Daniel Heinrich, the Annandale, Minn., man who was ordered detained today on charges of possessing child pornography, has not been charged with any crime relating to the disappearance of Jacob Wetterling.
At last week’s news conference in which prosecutors and investigators made it clear they have no evidence to charge him with Jacob’s abduction, they identified him with a phrase that is — or at least should — present ethical questions for journalists: person of interest.
“Given the nature of these charges, and as a result of similarities between the abduction of Jacob Wetterling and a number of unsolved sexual assaults in central Minnesota dating back to the 1980s and the alleged criminal actions by Danny Heinrich, we consider him to be a person of interest in the Wetterling abduction,” Richard Thornton, the FBI Special Agent in Charge, said in last week’s news conference.
“I would like to urge the members of the media and public to reserve judgment,” U.S. Attorney Andrew Luger added. “All defendants, including Mr. Heinrich, are innocent unless and until proven guilty.”
There’s a fair amount of theater in Luger’s admonition.
In almost every headline in local media today, for example, Henrich isn’t identified as a man charged with child porn, he’s identified as a person of interest in the Wetterling disappearance.
That connection was made by prosecutors using the term. It wasn’t an accident; by implicating a specific individual and publicizing his name, they hope someone will step forward with the evidence they don’t have.
News organizations have been generally compliant with the effort. But, often burned in the past, they have lately shied away from linking people to crimes for which they’ve not been charged and for which no evidence has been uncovered.
But, increasingly, they and the authorities get around this ethic by using a term which has no value or meaning in the justice system. It merely allows the media to do what they insist they don’t do — connect a person to a crime when there’s little more than suspicion. This is the “I’m not saying, I’m just saying” school of journalism.
“It’s a really bad term to use, because the public reads ‘suspect,’ ” Kelly McBride, at the national journalism think tank Poynter Institute told CNN many years ago, before the phrase became almost as ubiquitous in crime stories as another word or phrase without official judicial meaning: alleged.
This isn’t an area where journalists are quick learners as the incorrect identification of a Cold Spring man in the death of police officer Tom Decker showed. In that case, at least, the man was identified as a “suspect,” but was never charged because a county prosecutor refused to bend to the pressure to do so. She was right. He didn’t do it. Then he sued several Twin Cities news organizations who weren’t quite so picky.
Journalists aren’t the only ones setting their own rules aside. The FBI’s rules “discourage” using the term. “Federal prosecutors should strive to avoid unnecessary public references to wrongdoing by uncharged third-parties,” its rules say. But it makes an exception when a U.S. attorney allows it. A U.S. attorney took part in last week’s news conference.
According to USLegal.com, “the use of the term increased in popularity in 1996, after investigators and reporters named Atlanta security guard Richard Jewell as potentially responsible for the Olympic Park bombing. He was later cleared and won at least hundreds of thousands of dollars in settlements due to his claim that his reputation was forever ruined.”
Ironically, it’s that case which prompted many news organizations here to avoid naming a suspect before a person is charged.
At the same time, however, it’s clear from last week’s news conference that the authorities think Heinrich is involved in young Wetterling’s disappearance by virtue of the fact that the search warrant against him specifically indicated they were looking for items related to Wetterling. He’d also been interviewed twice by investigators after Jacob’s disappearance. It’s foolish to expect the media to ignore those facts.
But journalists — and particularly the public — need not ignore another fact in the case: At least as far as the Wetterling case is concerned, they didn’t find what they were looking for.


**ACTIVITY:**
The response must consist of all the records, retyped exactly.

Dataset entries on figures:
:::
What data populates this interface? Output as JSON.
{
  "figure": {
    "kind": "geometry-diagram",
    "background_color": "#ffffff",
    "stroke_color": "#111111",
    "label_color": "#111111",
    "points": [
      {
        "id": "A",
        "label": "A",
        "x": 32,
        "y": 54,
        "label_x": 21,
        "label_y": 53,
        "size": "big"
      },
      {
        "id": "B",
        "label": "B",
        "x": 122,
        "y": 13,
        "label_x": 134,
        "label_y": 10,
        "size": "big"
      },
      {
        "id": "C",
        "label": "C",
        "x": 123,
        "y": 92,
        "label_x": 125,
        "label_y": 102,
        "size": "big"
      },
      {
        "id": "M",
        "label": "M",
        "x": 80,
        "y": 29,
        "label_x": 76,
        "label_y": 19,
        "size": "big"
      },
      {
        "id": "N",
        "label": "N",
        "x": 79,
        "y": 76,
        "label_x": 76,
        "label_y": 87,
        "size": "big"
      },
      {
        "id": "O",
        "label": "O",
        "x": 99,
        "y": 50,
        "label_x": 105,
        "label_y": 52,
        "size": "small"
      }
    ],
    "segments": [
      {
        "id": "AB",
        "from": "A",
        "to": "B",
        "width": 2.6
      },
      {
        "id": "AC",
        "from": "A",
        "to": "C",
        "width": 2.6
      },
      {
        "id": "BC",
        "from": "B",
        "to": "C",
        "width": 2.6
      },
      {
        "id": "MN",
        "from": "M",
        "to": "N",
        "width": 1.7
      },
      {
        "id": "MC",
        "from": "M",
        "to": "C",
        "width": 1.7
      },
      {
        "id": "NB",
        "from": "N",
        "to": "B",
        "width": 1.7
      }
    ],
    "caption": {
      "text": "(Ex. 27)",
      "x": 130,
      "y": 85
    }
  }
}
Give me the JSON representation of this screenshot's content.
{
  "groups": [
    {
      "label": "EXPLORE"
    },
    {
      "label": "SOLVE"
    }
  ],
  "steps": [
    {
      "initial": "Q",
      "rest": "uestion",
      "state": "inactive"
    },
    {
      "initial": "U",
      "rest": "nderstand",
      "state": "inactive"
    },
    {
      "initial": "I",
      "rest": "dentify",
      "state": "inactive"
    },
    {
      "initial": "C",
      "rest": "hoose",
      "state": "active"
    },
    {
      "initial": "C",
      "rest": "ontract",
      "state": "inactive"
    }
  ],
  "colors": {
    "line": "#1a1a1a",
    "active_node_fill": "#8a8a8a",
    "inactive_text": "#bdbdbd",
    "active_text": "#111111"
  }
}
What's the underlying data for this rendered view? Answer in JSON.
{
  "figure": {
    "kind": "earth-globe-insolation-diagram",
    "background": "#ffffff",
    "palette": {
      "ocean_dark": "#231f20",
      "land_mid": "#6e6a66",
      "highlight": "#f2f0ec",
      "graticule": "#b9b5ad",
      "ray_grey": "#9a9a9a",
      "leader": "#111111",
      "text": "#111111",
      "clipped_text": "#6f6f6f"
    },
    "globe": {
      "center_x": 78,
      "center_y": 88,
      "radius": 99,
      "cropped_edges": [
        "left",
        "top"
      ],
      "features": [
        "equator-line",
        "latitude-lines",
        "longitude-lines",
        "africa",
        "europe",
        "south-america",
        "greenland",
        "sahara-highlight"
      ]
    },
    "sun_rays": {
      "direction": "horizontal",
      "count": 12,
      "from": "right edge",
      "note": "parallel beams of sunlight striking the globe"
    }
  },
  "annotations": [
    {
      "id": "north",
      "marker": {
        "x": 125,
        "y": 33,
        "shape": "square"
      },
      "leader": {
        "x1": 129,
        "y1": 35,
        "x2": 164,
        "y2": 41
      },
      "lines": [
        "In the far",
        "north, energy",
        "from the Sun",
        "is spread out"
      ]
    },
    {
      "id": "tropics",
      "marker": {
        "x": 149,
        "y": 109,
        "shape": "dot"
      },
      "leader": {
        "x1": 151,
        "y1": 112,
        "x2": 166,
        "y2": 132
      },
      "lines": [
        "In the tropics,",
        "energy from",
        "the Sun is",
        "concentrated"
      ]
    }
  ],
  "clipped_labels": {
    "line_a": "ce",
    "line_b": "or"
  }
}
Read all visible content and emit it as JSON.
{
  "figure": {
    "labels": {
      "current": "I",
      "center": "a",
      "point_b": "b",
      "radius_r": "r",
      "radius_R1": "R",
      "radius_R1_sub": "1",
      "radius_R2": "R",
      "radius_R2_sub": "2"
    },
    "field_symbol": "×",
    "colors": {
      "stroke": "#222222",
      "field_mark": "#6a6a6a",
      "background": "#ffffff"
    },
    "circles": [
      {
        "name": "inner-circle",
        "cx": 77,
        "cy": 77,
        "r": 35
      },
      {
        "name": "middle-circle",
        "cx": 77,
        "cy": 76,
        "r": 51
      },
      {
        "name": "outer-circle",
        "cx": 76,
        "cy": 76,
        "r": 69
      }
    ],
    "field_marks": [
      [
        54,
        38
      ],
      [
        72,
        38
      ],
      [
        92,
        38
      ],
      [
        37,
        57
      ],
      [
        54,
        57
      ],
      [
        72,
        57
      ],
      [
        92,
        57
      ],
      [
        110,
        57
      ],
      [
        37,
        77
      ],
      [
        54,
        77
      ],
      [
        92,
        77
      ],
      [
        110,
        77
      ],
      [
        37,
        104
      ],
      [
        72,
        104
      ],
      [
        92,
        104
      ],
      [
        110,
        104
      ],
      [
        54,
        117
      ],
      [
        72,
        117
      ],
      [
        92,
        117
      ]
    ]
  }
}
:::
**EXERCISE OUTPUT:**
What data populates this interface? Output as JSON.
{
  "figure": {
    "kind": "geometry-diagram",
    "background_color": "#ffffff",
    "stroke_color": "#111111",
    "label_color": "#111111",
    "points": [
      {
        "id": "A",
        "label": "A",
        "x": 32,
        "y": 54,
        "label_x": 21,
        "label_y": 53,
        "size": "big"
      },
      {
        "id": "B",
        "label": "B",
        "x": 122,
        "y": 13,
        "label_x": 134,
        "label_y": 10,
        "size": "big"
      },
      {
        "id": "C",
        "label": "C",
        "x": 123,
        "y": 92,
        "label_x": 125,
        "label_y": 102,
        "size": "big"
      },
      {
        "id": "M",
        "label": "M",
        "x": 80,
        "y": 29,
        "label_x": 76,
        "label_y": 19,
        "size": "big"
      },
      {
        "id": "N",
        "label": "N",
        "x": 79,
        "y": 76,
        "label_x": 76,
        "label_y": 87,
        "size": "big"
      },
      {
        "id": "O",
        "label": "O",
        "x": 99,
        "y": 50,
        "label_x": 105,
        "label_y": 52,
        "size": "small"
      }
    ],
    "segments": [
      {
        "id": "AB",
        "from": "A",
        "to": "B",
        "width": 2.6
      },
      {
        "id": "AC",
        "from": "A",
        "to": "C",
        "width": 2.6
      },
      {
        "id": "BC",
        "from": "B",
        "to": "C",
        "width": 2.6
      },
      {
        "id": "MN",
        "from": "M",
        "to": "N",
        "width": 1.7
      },
      {
        "id": "MC",
        "from": "M",
        "to": "C",
        "width": 1.7
      },
      {
        "id": "NB",
        "from": "N",
        "to": "B",
        "width": 1.7
      }
    ],
    "caption": {
      "text": "(Ex. 27)",
      "x": 130,
      "y": 85
    }
  }
}
Give me the JSON representation of this screenshot's content.
{
  "groups": [
    {
      "label": "EXPLORE"
    },
    {
      "label": "SOLVE"
    }
  ],
  "steps": [
    {
      "initial": "Q",
      "rest": "uestion",
      "state": "inactive"
    },
    {
      "initial": "U",
      "rest": "nderstand",
      "state": "inactive"
    },
    {
      "initial": "I",
      "rest": "dentify",
      "state": "inactive"
    },
    {
      "initial": "C",
      "rest": "hoose",
      "state": "active"
    },
    {
      "initial": "C",
      "rest": "ontract",
      "state": "inactive"
    }
  ],
  "colors": {
    "line": "#1a1a1a",
    "active_node_fill": "#8a8a8a",
    "inactive_text": "#bdbdbd",
    "active_text": "#111111"
  }
}
What's the underlying data for this rendered view? Answer in JSON.
{
  "figure": {
    "kind": "earth-globe-insolation-diagram",
    "background": "#ffffff",
    "palette": {
      "ocean_dark": "#231f20",
      "land_mid": "#6e6a66",
      "highlight": "#f2f0ec",
      "graticule": "#b9b5ad",
      "ray_grey": "#9a9a9a",
      "leader": "#111111",
      "text": "#111111",
      "clipped_text": "#6f6f6f"
    },
    "globe": {
      "center_x": 78,
      "center_y": 88,
      "radius": 99,
      "cropped_edges": [
        "left",
        "top"
      ],
      "features": [
        "equator-line",
        "latitude-lines",
        "longitude-lines",
        "africa",
        "europe",
        "south-america",
        "greenland",
        "sahara-highlight"
      ]
    },
    "sun_rays": {
      "direction": "horizontal",
      "count": 12,
      "from": "right edge",
      "note": "parallel beams of sunlight striking the globe"
    }
  },
  "annotations": [
    {
      "id": "north",
      "marker": {
        "x": 125,
        "y": 33,
        "shape": "square"
      },
      "leader": {
        "x1": 129,
        "y1": 35,
        "x2": 164,
        "y2": 41
      },
      "lines": [
        "In the far",
        "north, energy",
        "from the Sun",
        "is spread out"
      ]
    },
    {
      "id": "tropics",
      "marker": {
        "x": 149,
        "y": 109,
        "shape": "dot"
      },
      "leader": {
        "x1": 151,
        "y1": 112,
        "x2": 166,
        "y2": 132
      },
      "lines": [
        "In the tropics,",
        "energy from",
        "the Sun is",
        "concentrated"
      ]
    }
  ],
  "clipped_labels": {
    "line_a": "ce",
    "line_b": "or"
  }
}
Read all visible content and emit it as JSON.
{
  "figure": {
    "labels": {
      "current": "I",
      "center": "a",
      "point_b": "b",
      "radius_r": "r",
      "radius_R1": "R",
      "radius_R1_sub": "1",
      "radius_R2": "R",
      "radius_R2_sub": "2"
    },
    "field_symbol": "×",
    "colors": {
      "stroke": "#222222",
      "field_mark": "#6a6a6a",
      "background": "#ffffff"
    },
    "circles": [
      {
        "name": "inner-circle",
        "cx": 77,
        "cy": 77,
        "r": 35
      },
      {
        "name": "middle-circle",
        "cx": 77,
        "cy": 76,
        "r": 51
      },
      {
        "name": "outer-circle",
        "cx": 76,
        "cy": 76,
        "r": 69
      }
    ],
    "field_marks": [
      [
        54,
        38
      ],
      [
        72,
        38
      ],
      [
        92,
        38
      ],
      [
        37,
        57
      ],
      [
        54,
        57
      ],
      [
        72,
        57
      ],
      [
        92,
        57
      ],
      [
        110,
        57
      ],
      [
        37,
        77
      ],
      [
        54,
        77
      ],
      [
        92,
        77
      ],
      [
        110,
        77
      ],
      [
        37,
        104
      ],
      [
        72,
        104
      ],
      [
        92,
        104
      ],
      [
        110,
        104
      ],
      [
        54,
        117
      ],
      [
        72,
        117
      ],
      [
        92,
        117
      ]
    ]
  }
}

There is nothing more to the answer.